Juvenile (left) and adult by Louis Agassiz Fuertes
Conservation status
Least Concern (IUCN 3.1)[1]
Scientific classification
Domain:
Eukaryota
Kingdom:
Animalia
Phylum:
Chordata
Class:
Aves
Order:
Accipitriformes
Family:
Accipitridae
Genus:
Accipiter
Species:
A. atricapillus
Binomial name
Accipiter atricapillus
(Wilson, A, 1812)
Subspecies
Accipiter atricapillus apache
Accipiter atricapillus atricapillus
Accipiter atricapillus laingi[2]
Range of A. atricapillus
Resident
Non-breeding
The American goshawk (Accipiter atricapillus) is a species of raptor in the family Accipitridae. It was first described by Alexander Wilson in 1812. The American goshawk was previously considered conspecific with the Eurasian goshawk, but was assigned to a separate species in 2023 based on differences in morphology, vocalizations, and genetic divergence.[2] It is mainly resident, but birds from colder regions migrate south for the winter.[3] In North America, migratory goshawks are often seen migrating south along mountain ridge tops at nearly any time of the fall depending on latitude.[4]
^IUCN status of A. gentilis with A. atricapillus included: BirdLife International (2016). "Accipiter gentilis". IUCN Red List of Threatened Species. 2016: e.T22695683A93522852. doi:10.2305/IUCN.UK.2016-3.RLTS.T22695683A93522852.en. Retrieved 12 November 2021.
^ abGill, F; Donsker, D; Rasmussen, P, eds. (2023). IOC World Bird List (v 13.2). doi:10.14344/IOC.ML.13.2 (inactive 31 January 2024).{{cite book}}: CS1 maint: DOI inactive as of January 2024 (link)
^Ferguson-Lees, James; Christie, David A. (2001). Raptors of the World. Houghton Mifflin Harcourt. ISBN 978-0-618-12762-7.
^Cite error: The named reference Cornell was invoked but never defined (see the help page).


> _What the task requires_: The word "type" marks the lines to keep; find each one in the data and copy it.
==== Raw data
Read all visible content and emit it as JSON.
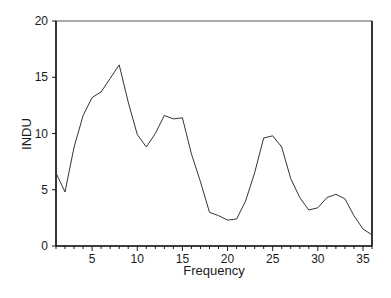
{
  "chart_data": {
    "type": "line",
    "title": "",
    "xlabel": "Frequency",
    "ylabel": "INDU",
    "xlim": [
      1,
      36
    ],
    "ylim": [
      0,
      20
    ],
    "grid": false,
    "legend": null,
    "x_ticks": [
      5,
      10,
      15,
      20,
      25,
      30,
      35
    ],
    "y_ticks": [
      0,
      5,
      10,
      15,
      20
    ],
    "x": [
      1,
      2,
      3,
      4,
      5,
      6,
      7,
      8,
      9,
      10,
      11,
      12,
      13,
      14,
      15,
      16,
      17,
      18,
      19,
      20,
      21,
      22,
      23,
      24,
      25,
      26,
      27,
      28,
      29,
      30,
      31,
      32,
      33,
      34,
      35,
      36
    ],
    "series": [
      {
        "name": "INDU",
        "values": [
          6.5,
          4.8,
          8.8,
          11.6,
          13.2,
          13.7,
          14.9,
          16.1,
          12.8,
          9.9,
          8.8,
          10.0,
          11.6,
          11.3,
          11.4,
          8.2,
          5.7,
          3.0,
          2.7,
          2.3,
          2.4,
          4.0,
          6.5,
          9.6,
          9.8,
          8.8,
          6.0,
          4.3,
          3.2,
          3.4,
          4.3,
          4.6,
          4.2,
          2.7,
          1.5,
          1.0
        ]
      }
    ]
  },
  "colors": {
    "line": "#333333",
    "axis": "#1a1a1a"
  }
}
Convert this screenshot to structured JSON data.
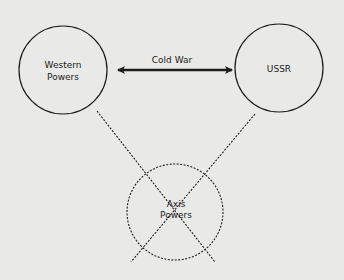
{
  "diagram": {
    "nodes": [
      {
        "id": "western",
        "line1": "Western",
        "line2": "Powers"
      },
      {
        "id": "ussr",
        "line1": "USSR"
      },
      {
        "id": "axis",
        "line1": "Axis",
        "line2": "Powers"
      }
    ],
    "edges": [
      {
        "from": "western",
        "to": "ussr",
        "label": "Cold War",
        "style": "solid-double-arrow"
      },
      {
        "from": "western",
        "to": "axis",
        "style": "dashed"
      },
      {
        "from": "ussr",
        "to": "axis",
        "style": "dashed"
      }
    ],
    "colors": {
      "background": "#e9e9e7",
      "stroke": "#1c1c1c"
    }
  }
}
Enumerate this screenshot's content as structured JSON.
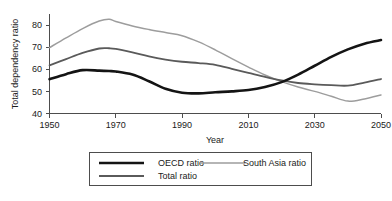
{
  "chart_data": {
    "type": "line",
    "title": "",
    "xlabel": "Year",
    "ylabel": "Total dependency ratio",
    "xlim": [
      1950,
      2050
    ],
    "ylim": [
      40,
      85
    ],
    "grid": false,
    "legend_position": "bottom",
    "xticks": [
      "1950",
      "1970",
      "1990",
      "2010",
      "2030",
      "2050"
    ],
    "xtick_values": [
      1950,
      1970,
      1990,
      2010,
      2030,
      2050
    ],
    "yticks": [
      "40",
      "50",
      "60",
      "70",
      "80"
    ],
    "ytick_values": [
      40,
      50,
      60,
      70,
      80
    ],
    "x": [
      1950,
      1955,
      1960,
      1965,
      1968,
      1970,
      1975,
      1980,
      1985,
      1990,
      1995,
      2000,
      2005,
      2010,
      2015,
      2020,
      2025,
      2030,
      2035,
      2040,
      2045,
      2050
    ],
    "series": [
      {
        "name": "OECD ratio",
        "color": "#141414",
        "width": 2.6,
        "values": [
          55.5,
          57.8,
          59.6,
          59.4,
          59.2,
          59.0,
          57.6,
          54.6,
          51.2,
          49.4,
          49.1,
          49.6,
          50.0,
          50.6,
          52.0,
          54.2,
          57.6,
          61.6,
          65.6,
          69.0,
          71.6,
          73.2
        ]
      },
      {
        "name": "South Asia ratio",
        "color": "#9d9d9d",
        "width": 1.5,
        "values": [
          69.8,
          74.2,
          78.4,
          81.8,
          82.6,
          81.6,
          79.6,
          78.0,
          76.6,
          75.2,
          72.4,
          68.8,
          64.8,
          61.0,
          57.4,
          54.4,
          52.0,
          50.0,
          47.8,
          45.6,
          46.6,
          48.4
        ]
      },
      {
        "name": "Total ratio",
        "color": "#5a5a5a",
        "width": 1.8,
        "values": [
          61.8,
          64.6,
          67.4,
          69.4,
          69.5,
          69.2,
          67.6,
          65.8,
          64.4,
          63.4,
          62.8,
          62.0,
          60.2,
          58.4,
          56.6,
          55.0,
          53.8,
          53.2,
          52.8,
          52.6,
          54.0,
          55.6
        ]
      }
    ]
  },
  "legend": {
    "entries": [
      {
        "label": "OECD ratio"
      },
      {
        "label": "South Asia ratio"
      },
      {
        "label": "Total ratio"
      }
    ]
  }
}
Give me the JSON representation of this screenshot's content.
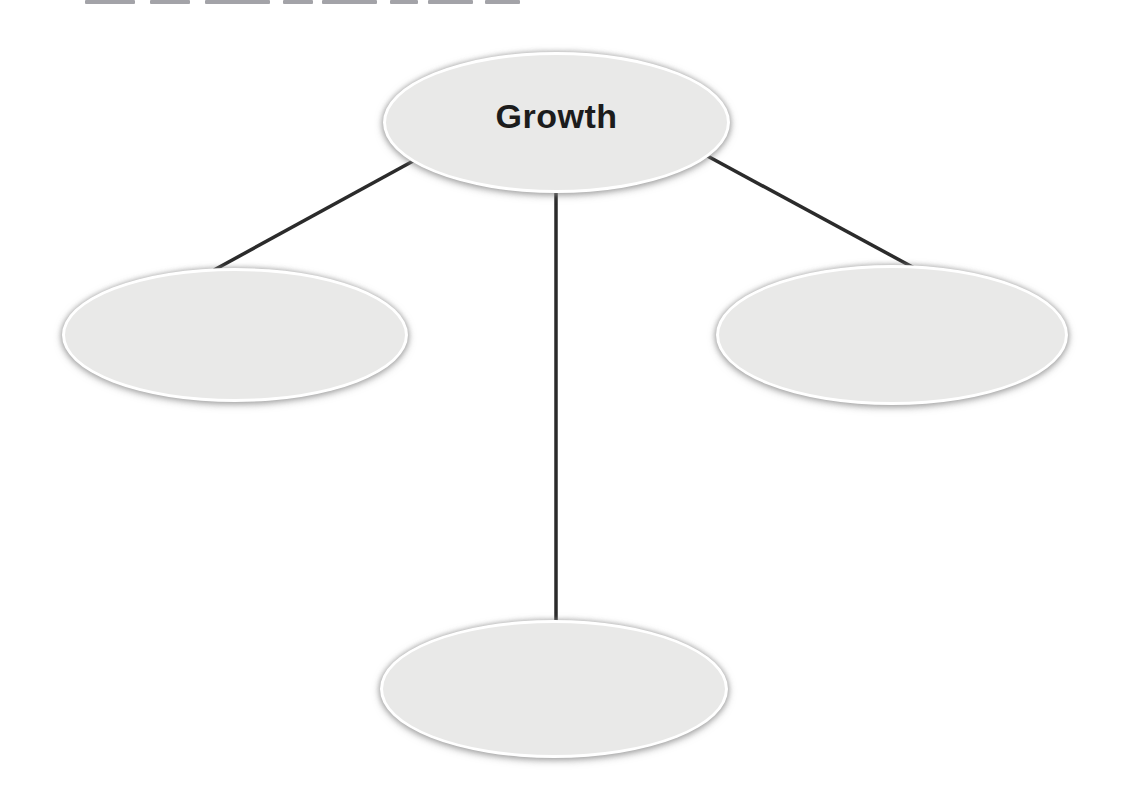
{
  "colors": {
    "page_bg": "#ffffff",
    "node_fill": "#e9e9e8",
    "node_border": "#ffffff",
    "connector": "#2b2b2b",
    "label": "#1c1c1c"
  },
  "diagram": {
    "type": "concept-web",
    "center": {
      "label": "Growth"
    },
    "branches": [
      {
        "position": "left",
        "label": ""
      },
      {
        "position": "right",
        "label": ""
      },
      {
        "position": "bottom",
        "label": ""
      }
    ]
  }
}
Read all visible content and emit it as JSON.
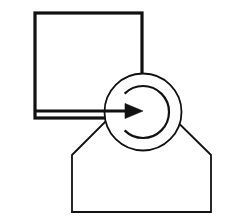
{
  "canvas": {
    "width": 242,
    "height": 221,
    "background_color": "#ffffff",
    "stroke_color": "#111111",
    "title": "Geometric Line Drawing"
  },
  "shapes": {
    "square": {
      "name": "Square",
      "x": 35,
      "y": 13,
      "width": 107,
      "height": 105,
      "stroke_width": 3.2,
      "fill": "none"
    },
    "circle": {
      "name": "Circle",
      "cx": 143,
      "cy": 112,
      "r": 38.5,
      "stroke_width": 1.8,
      "fill": "none"
    },
    "inner_arc": {
      "name": "Inner C Arc",
      "cx": 143,
      "cy": 112,
      "r": 26,
      "start_angle_deg": -135,
      "end_angle_deg": 135,
      "stroke_width": 2.2,
      "open_side": "left"
    },
    "arrow": {
      "name": "Arrow",
      "x1": 36,
      "y1": 111,
      "x2": 143,
      "y2": 111,
      "stroke_width": 3.0,
      "head_length": 18,
      "head_half_width": 7.5,
      "direction": "right"
    },
    "pentagon": {
      "name": "Pentagon House",
      "stroke_width": 1.8,
      "fill": "none",
      "points": "72,155 141,86 211,155 211,212 72,212",
      "vertices": [
        {
          "label": "left-shoulder",
          "x": 72,
          "y": 155
        },
        {
          "label": "apex",
          "x": 141,
          "y": 86
        },
        {
          "label": "right-shoulder",
          "x": 211,
          "y": 155
        },
        {
          "label": "bottom-right",
          "x": 211,
          "y": 212
        },
        {
          "label": "bottom-left",
          "x": 72,
          "y": 212
        }
      ]
    }
  },
  "accessibility": {
    "figure_description": "Line drawing of a square overlapping a circle with an inner C shaped arc, a right pointing arrow entering the circle, and a pentagon house shape below."
  }
}
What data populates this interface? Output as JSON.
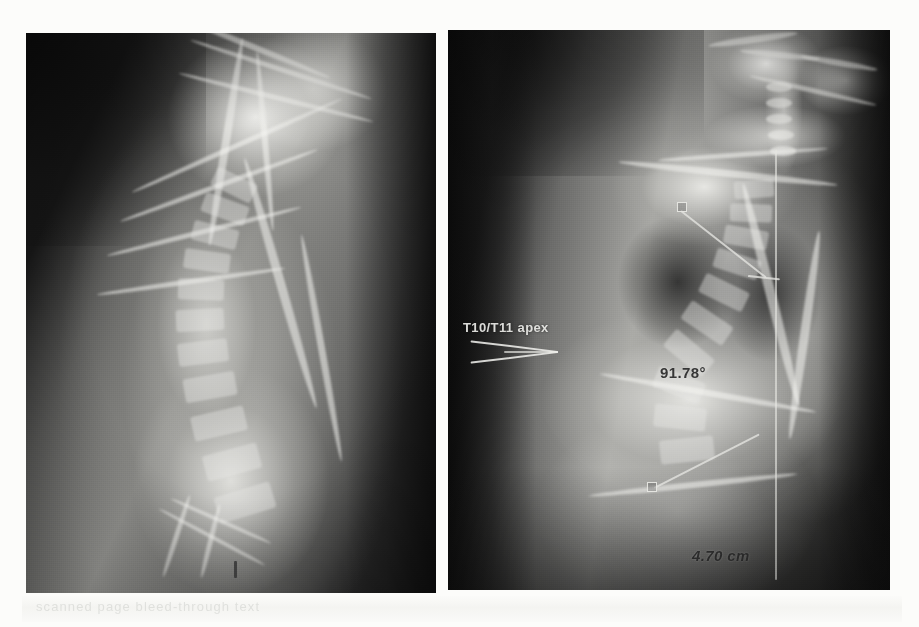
{
  "document": {
    "title": "Lateral spine radiograph pair with kyphosis measurements",
    "background_color": "#fdfdfb",
    "ghost_caption": "scanned page bleed-through text"
  },
  "panels": [
    {
      "id": "left",
      "name": "lateral-thoracic-radiograph",
      "caption": "",
      "modality": "X-ray",
      "view": "lateral",
      "region": "thoracolumbar spine",
      "annotations": []
    },
    {
      "id": "right",
      "name": "lateral-full-spine-radiograph",
      "caption": "",
      "modality": "X-ray",
      "view": "lateral",
      "region": "cervical to pelvis",
      "annotations": [
        {
          "name": "apex-label",
          "text": "T10/T11 apex",
          "type": "text-label",
          "color": "#e8e8e4"
        },
        {
          "name": "kyphosis-angle",
          "text": "91.78°",
          "value": 91.78,
          "unit": "degrees",
          "type": "angle-measurement",
          "color": "#282828"
        },
        {
          "name": "sagittal-balance-distance",
          "text": "4.70 cm",
          "value": 4.7,
          "unit": "cm",
          "type": "distance-measurement",
          "color": "#282828"
        }
      ]
    }
  ],
  "overlay": {
    "arrow_name": "apex-pointer-arrow",
    "plumb_name": "vertical-plumb-line",
    "handle_name": "measurement-handle"
  }
}
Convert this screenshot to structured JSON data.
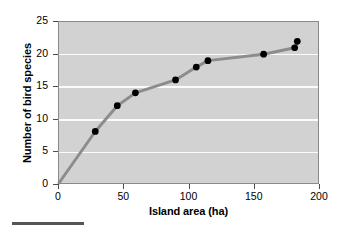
{
  "chart_data": {
    "type": "line",
    "title": "",
    "xlabel": "Island area (ha)",
    "ylabel": "Number of bird species",
    "xlim": [
      0,
      200
    ],
    "ylim": [
      0,
      25
    ],
    "xticks": [
      0,
      50,
      100,
      150,
      200
    ],
    "yticks": [
      0,
      5,
      10,
      15,
      20,
      25
    ],
    "grid": "horizontal",
    "legend": "none",
    "plot_background_color": "#d2d2d2",
    "gridline_color": "#fbfbfb",
    "line_color": "#8c8c8c",
    "marker_color": "#000000",
    "series": [
      {
        "name": "Bird species vs island area",
        "x": [
          0,
          28,
          45,
          59,
          90,
          106,
          115,
          158,
          182,
          184
        ],
        "y": [
          0,
          8,
          12,
          14,
          16,
          18,
          19,
          20,
          21,
          22
        ]
      }
    ]
  },
  "axes": {
    "x_tick_labels": [
      "0",
      "50",
      "100",
      "150",
      "200"
    ],
    "y_tick_labels": [
      "0",
      "5",
      "10",
      "15",
      "20",
      "25"
    ]
  }
}
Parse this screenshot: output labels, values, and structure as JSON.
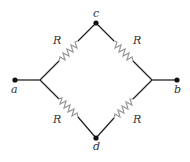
{
  "diagram": {
    "type": "resistor bridge circuit",
    "nodes": {
      "a": {
        "label": "a"
      },
      "b": {
        "label": "b"
      },
      "c": {
        "label": "c"
      },
      "d": {
        "label": "d"
      }
    },
    "resistors": [
      {
        "id": "ac",
        "label": "R",
        "between": [
          "a",
          "c"
        ]
      },
      {
        "id": "cb",
        "label": "R",
        "between": [
          "c",
          "b"
        ]
      },
      {
        "id": "ad",
        "label": "R",
        "between": [
          "a",
          "d"
        ]
      },
      {
        "id": "db",
        "label": "R",
        "between": [
          "d",
          "b"
        ]
      }
    ],
    "colors": {
      "wire": "#222222",
      "resistor": "#999999",
      "node": "#111111"
    }
  }
}
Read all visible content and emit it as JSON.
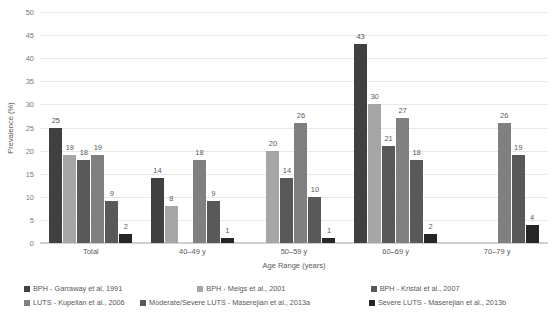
{
  "chart_data": {
    "type": "bar",
    "title": "",
    "xlabel": "Age Range (years)",
    "ylabel": "Prevalence (%)",
    "ylim": [
      0,
      50
    ],
    "ytick_step": 5,
    "yticks": [
      0,
      5,
      10,
      15,
      20,
      25,
      30,
      35,
      40,
      45,
      50
    ],
    "grid": true,
    "legend_position": "bottom",
    "categories": [
      "Total",
      "40–49 y",
      "50–59 y",
      "60–69 y",
      "70–79 y"
    ],
    "series": [
      {
        "name": "BPH - Garraway et al, 1991",
        "color": "#404040",
        "values": [
          25,
          14,
          null,
          43,
          null
        ]
      },
      {
        "name": "BPH - Meigs et al., 2001",
        "color": "#a6a6a6",
        "values": [
          19,
          8,
          20,
          30,
          null
        ]
      },
      {
        "name": "BPH - Kristal et al., 2007",
        "color": "#595959",
        "values": [
          18,
          null,
          14,
          21,
          null
        ]
      },
      {
        "name": "LUTS - Kupelian et al., 2006",
        "color": "#808080",
        "values": [
          19,
          18,
          26,
          27,
          26
        ]
      },
      {
        "name": "Moderate/Severe LUTS - Maserejian et al., 2013a",
        "color": "#595959",
        "values": [
          9,
          9,
          10,
          18,
          19
        ]
      },
      {
        "name": "Severe LUTS - Maserejian et al., 2013b",
        "color": "#262626",
        "values": [
          2,
          1,
          1,
          2,
          4
        ]
      }
    ]
  },
  "colors": {
    "background": "#ffffff",
    "grid": "#e8e8e8",
    "axis": "#d0d0d0",
    "text": "#595959",
    "tick_text": "#7b7b7b"
  }
}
========
> _Task solution_:
    "type": "line",
    "type": "line",
    "type": "concept-web",
          "type": "text-label",
          "type": "angle-measurement",
          "type": "distance-measurement",
    "type": "line",
    "type": "resistor bridge circuit",
    "type": "bar",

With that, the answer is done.